Humans
Throughout this week’s edition, a number of Gen Z trends are clear:
- IRL (in real life connections) are back.
- Health is a major focus. Fewer alcoholic drinks and healthier alternatives.
- Home ownership is becoming less important.
- 93% hope to have long-term relationships.
- Optimistic about the economy right now.
- Purchasing from sustainability-focused brand
Gen Z Trends 2025
As much as we know about how crazy, weird, talented, and insightful people can be, we are blind to perhaps 99.99999999% of it. The most prolific over-sharers disclose maybe a thousandth of one percent of what they’ve been through and what they’re thinking.
Morgan Housel • How People Think
Even the smartest people are dumb most of the time. This is because cognition is computationally costly, so the brain must ration rationality.
Gurwinder on Substack

Earlier generations were bound by family, geographic location, and their physical being. People today face few limits on their ability to explore, express, and manifest distinct identities. But our approaches are shaped by the platforms and algorithms we identiate through.
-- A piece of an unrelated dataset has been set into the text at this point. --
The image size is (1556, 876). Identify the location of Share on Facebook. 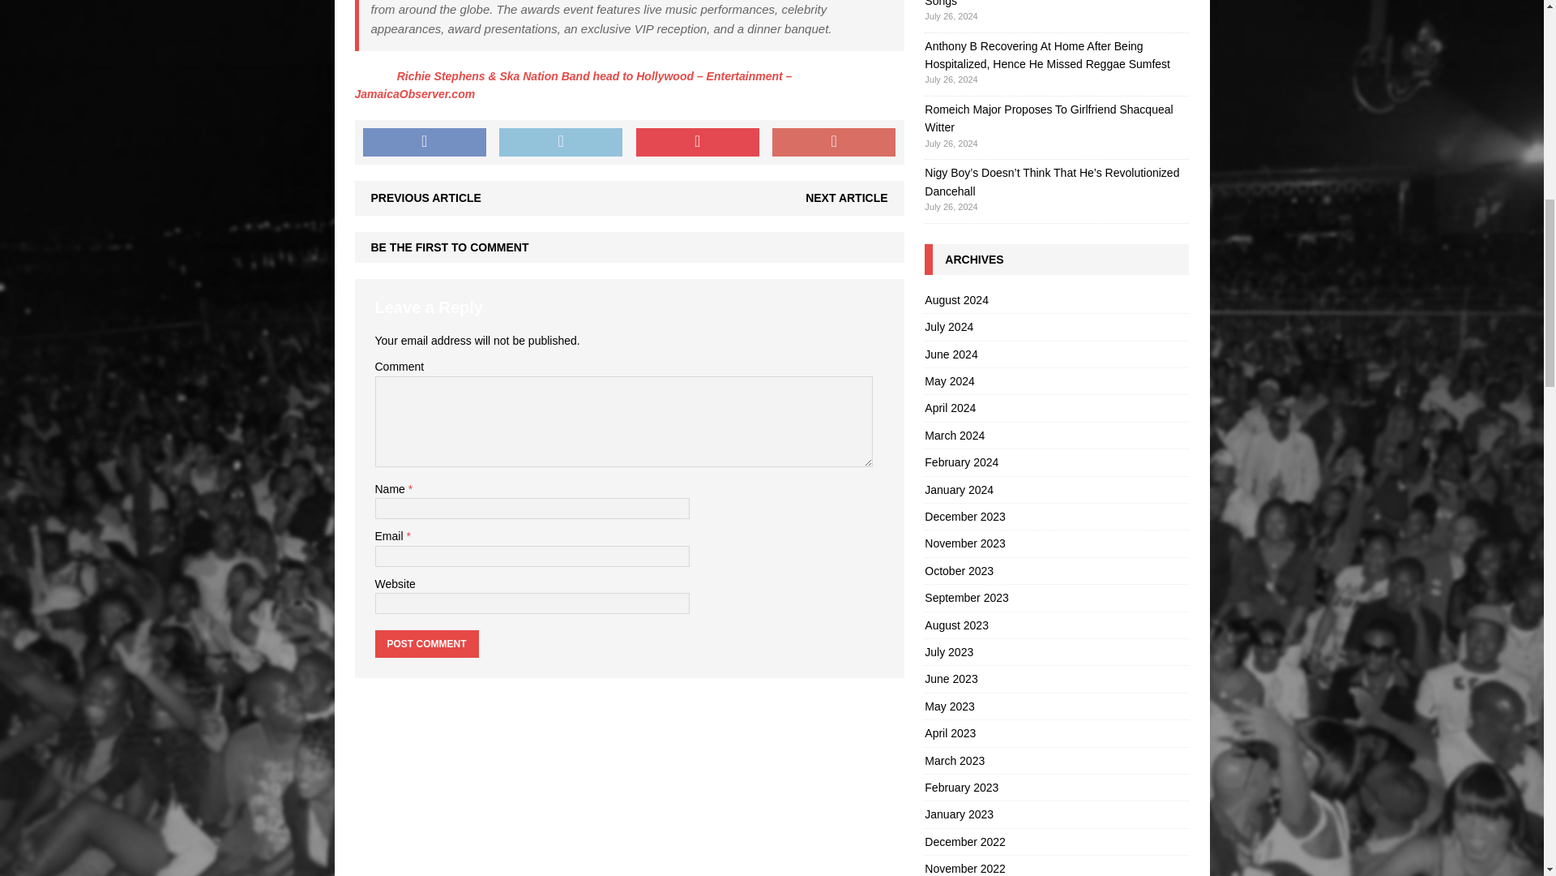
(424, 143).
The spaces previous generations filled with close human relationships we fill... See more
The spaces previous generations filled with close human relationships we fill... See more
The Post-Individual

The other thing: your shticks have to be visible, else they might as well not exist. And if you don’t define them yourself, the world will do it for you. When attention is currency and visibility is constant, your shticks are your anchors.
Anu Atluru • Two Shticks
Sometimes the shticks work together. Other times they clash in a way that makes someone even more compelling. Elon Musk literally builds rockets while being a pot stirrer on X. Marc Andreessen invests billions while propagating silly memes. One keeps them credible, the other on people’s minds.
Anu Atluru • Two Shticks
The first shtick gets you noticed. It’s usually a job, a core skill, something that makes you credible, competent, and useful. Alone, though, it’s one-dimensional.
The second shtick is the one that keeps you interesting. It’s the twist, the unexpected dimension that makes you versatile, memorable, harder to pin down.
Together, they balance you: you’... See more
The second shtick is the one that keeps you interesting. It’s the twist, the unexpected dimension that makes you versatile, memorable, harder to pin down.